This is why the <object> element was later added to HTML (by a committee), with exactly these properties (and handling other types of things than images into the bargain, such as MPEG movies).
Another thing not designed by a committee, but just added to a product without consultation, was Frames. These are widely infamous in the interaction community for their lack of user-friendliness, initially and principally for the way that they broke the use of the [back] button. But I have tried to identify all the problems with frames, and this is what I have come up with:
- The [back] problem (which still exists, even if it is not as bad as it was originally).
- You can't bookmark a frameset in the combination of pages it holds.
- 'Page up' and 'page down' usually don't work properly: even if there's only one frame that is scrollable, you usually have to click in it before you can use the paging keys.
- If you do a 'reload', you often get a different result than you started with.
- There are some security worries, when people combine pages from different sites in one frameset.
- Occasionally you can get trapped in a frameset, or you can get nested framesets, and it can be really difficult to get out.
- Search engines only find the pages included in the frames, so you get your search results without the navigation intended.
- Almost no one provides <noframes> content, so searches with search engines like Google are seriously weakened.
In fact I can only find two compelling uses for frames:
- A search and display interface, where the results of some time-consuming search operation are shown in one frame, and clicking on those displays the resultant page in another frame.
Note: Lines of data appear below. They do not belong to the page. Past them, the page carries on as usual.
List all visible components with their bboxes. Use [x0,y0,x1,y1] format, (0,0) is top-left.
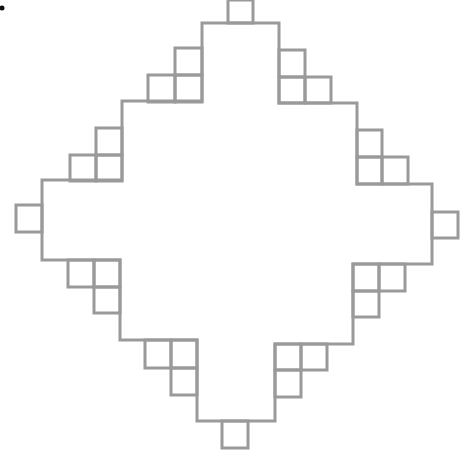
square-cell-ul-1 [175,48,202,75]
square-cell-top [228,0,253,23]
square-cell-ur-2 [357,157,382,184]
square-cell-ur-4 [279,50,305,77]
square-cell-ur-3 [382,157,408,184]
square-cell-ll-1 [68,260,94,287]
square-cell-ul-4 [96,128,122,155]
square-cell-ul-5 [70,155,96,181]
diamond-outline [42,23,432,421]
square-cell-ll-6 [171,368,197,395]
square-cell-lr-2 [301,344,327,370]
square-cell-ul-3 [175,75,202,102]
square-cell-right [432,212,458,238]
square-cell-ur-6 [305,77,331,103]
square-cell-lr-5 [379,264,405,291]
square-cell-ll-3 [94,287,120,313]
square-cell-ll-5 [171,340,197,368]
square-cell-ul-2 [148,75,175,102]
square-cell-ll-2 [94,260,120,287]
square-cell-left [16,205,42,232]
square-cell-lr-4 [353,264,379,291]
square-cell-ur-5 [279,77,305,103]
square-cell-ll-4 [145,340,171,368]
marker-dot [0,6,5,11]
square-cell-lr-3 [275,370,301,397]
square-cell-ur-1 [357,130,382,157]
cell-group [16,0,458,448]
square-cell-lr-1 [275,344,301,370]
square-cell-ul-6 [96,155,122,181]
square-cell-lr-6 [353,291,379,317]
square-cell-bottom [222,421,248,448]
diamond-staircase-diagram [0,0,466,460]
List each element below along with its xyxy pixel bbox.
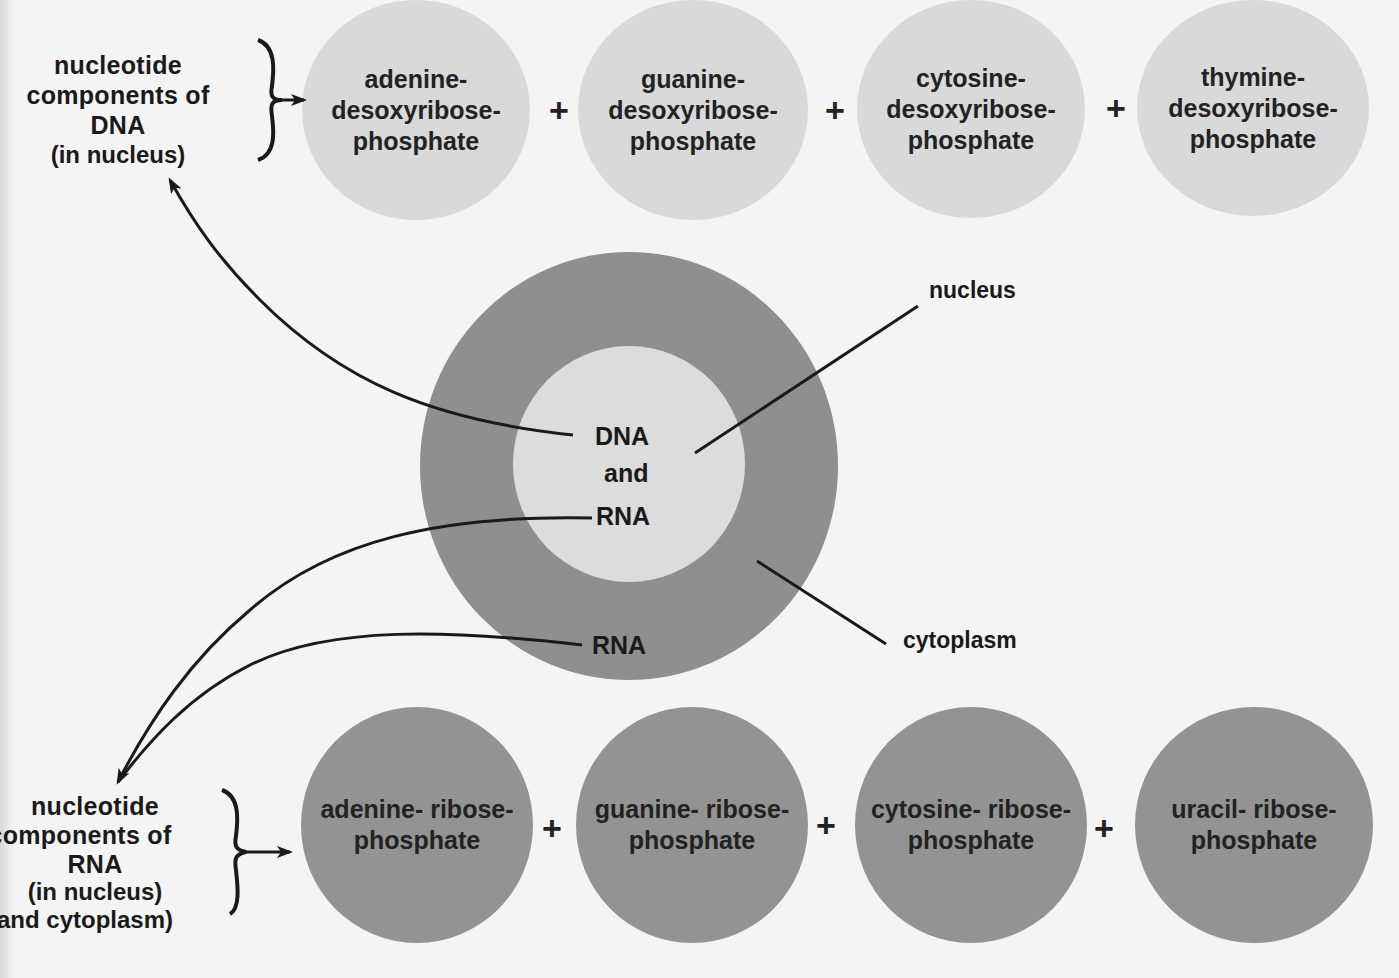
rna-cytoplasm-curve-arrow: [118, 634, 582, 782]
dna-curve-arrow: [170, 180, 573, 435]
rna-nucleus-curve-arrow: [118, 518, 592, 782]
nucleotide-diagram: nucleotide components of DNA (in nucleus…: [0, 0, 1399, 978]
connector-layer: [0, 0, 1399, 978]
rna-brace: [222, 790, 246, 914]
dna-brace: [258, 40, 282, 160]
nucleus-callout-line: [695, 306, 918, 453]
cytoplasm-callout-line: [757, 561, 886, 644]
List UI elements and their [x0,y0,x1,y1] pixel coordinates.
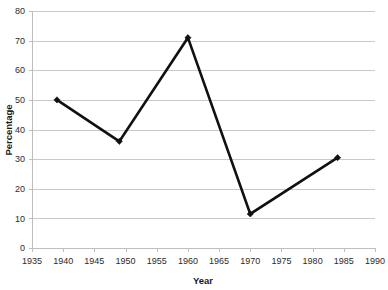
y-tick-label-60: 60 [15,65,25,75]
x-tick-label-1935: 1935 [22,256,42,266]
x-axis-title: Year [193,275,213,286]
y-tick-label-40: 40 [15,125,25,135]
x-tick-label-1940: 1940 [53,256,73,266]
y-tick-label-10: 10 [15,214,25,224]
x-tick-label-1975: 1975 [271,256,291,266]
x-tick-label-1965: 1965 [209,256,229,266]
y-axis-tick-labels: 01020304050607080 [15,6,25,253]
x-tick-label-1990: 1990 [365,256,385,266]
line-chart: 01020304050607080 1935194019451950195519… [0,0,388,290]
x-tick-label-1985: 1985 [334,256,354,266]
x-tick-label-1950: 1950 [116,256,136,266]
y-tick-label-80: 80 [15,6,25,16]
chart-container: 01020304050607080 1935194019451950195519… [0,0,388,290]
x-tick-label-1970: 1970 [240,256,260,266]
y-tick-label-20: 20 [15,184,25,194]
y-tick-label-70: 70 [15,36,25,46]
y-tick-label-30: 30 [15,154,25,164]
y-tick-label-0: 0 [20,243,25,253]
x-tick-label-1945: 1945 [84,256,104,266]
x-tick-label-1980: 1980 [303,256,323,266]
chart-background [0,0,388,290]
y-tick-label-50: 50 [15,95,25,105]
x-tick-label-1960: 1960 [178,256,198,266]
x-tick-label-1955: 1955 [147,256,167,266]
y-axis-title: Percentage [3,104,14,155]
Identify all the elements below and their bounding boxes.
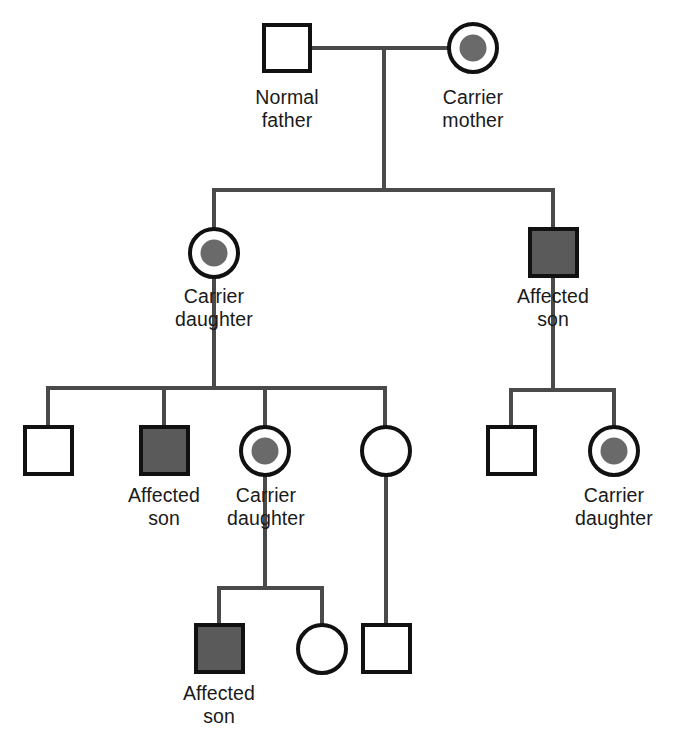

- When scripting variables need to be kept over a series of pages.
All in all a pretty damning charge sheet, and therefore surprising that Frames are so widely used. What is also surprising is that if Frames had been designed in a slightly different way, most of the problems would disappear. If they had been designed not as a variation of HTML, but as a separate sort of document with the content HTML documents as parameters, such as
http://www.example.com/home.frm?nav.html;main.html;banner.html
many of the usability problems mentioned above would never have arisen.
My conclusion? Firstly that "Many eyes make all bugs shallow" also applies to user-interface design bugs, and that user interface people should be involved in the design of notations.